While it sounds on its face like a reasonable privacy protection, broadcasters point out that it only applies to them. A broadcast-only rule in the interests of protecting privacy is nonsensical, the RTDNA argues, given that there are “so many pervasive means through which a recorded telephone conversation may be disseminated for public consumption.”
The news association also pointed out that federal wiretapping statutes, state restrictions and tort law all take care of privacy issues, as is the case with print and digital news outlets.
The rule, they argue, simply serves to restrict how broadcast reporters conduct interviews with public officials and newsmakers and impairs their ability to do investigative journalism.

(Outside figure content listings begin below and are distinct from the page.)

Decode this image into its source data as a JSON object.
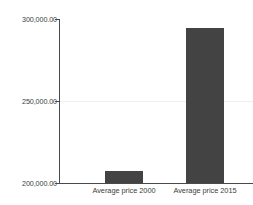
{
  "chart_data": {
    "type": "bar",
    "title": "",
    "subtitle": "",
    "xlabel": "",
    "ylabel": "",
    "categories": [
      "Average price 2000",
      "Average price 2015"
    ],
    "values": [
      207300,
      294500
    ],
    "series": [
      {
        "name": "Average price",
        "values": [
          207300,
          294500
        ]
      }
    ],
    "ylim": [
      200000,
      300000
    ],
    "yticks": [
      200000,
      250000,
      300000
    ],
    "ytick_labels": [
      "200,000.00",
      "250,000.00",
      "300,000.00"
    ],
    "grid": true,
    "grid_axis": "y",
    "legend": false,
    "legend_position": "none",
    "bar_color": "#434343",
    "axis_color": "#4a4a4a",
    "gridline_color": "#f0eeee",
    "background_color": "#ffffff",
    "text_color": "#3d3d3d"
  },
  "axis": {
    "y_labels": {
      "top": "300,000.00",
      "middle": "250,000.00",
      "bottom": "200,000.00"
    }
  },
  "bars": [
    {
      "label": "Average price 2000",
      "value": 207300
    },
    {
      "label": "Average price 2015",
      "value": 294500
    }
  ]
}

Second Look at Leased Access
The American Cable Association and NCTA want the FCC to rethink leased-access rules, which require MVPDs to make a set amount of channel space available to public and local governments, and mandates they incur “unrecoverable costs” in providing it.
The ACA told the FCC that given the rise of the internet and social media, leased access has outlived its charter of promoting the widest possible diversity of video.
ACA and NCTA want the FCC to give them the flexibility to respond to only “bona fide” requests for leased access channels, and let them get some earnest money up front in the form of a deposit or application fee, the ACA said.
The FCC last week confirmed that the media regulation revamp items teed up for the September meeting are ones that it has said will reduce paperwork for broadcasters and cable operators, while also updating cable signal testing for a digital world. That’s September; after that, all bets are off.
Contributing editor John Eggerton has been an editor and/or writer on media regulation, legislation and policy for over four decades, including covering the FCC, FTC, Congress, the major media trade associations, and the federal courts. In addition to Multichannel News and Broadcasting + Cable, his work has appeared in Radio World, TV Technology, TV Fax, This Week in Consumer Electronics, Variety and the Encyclopedia Britannica.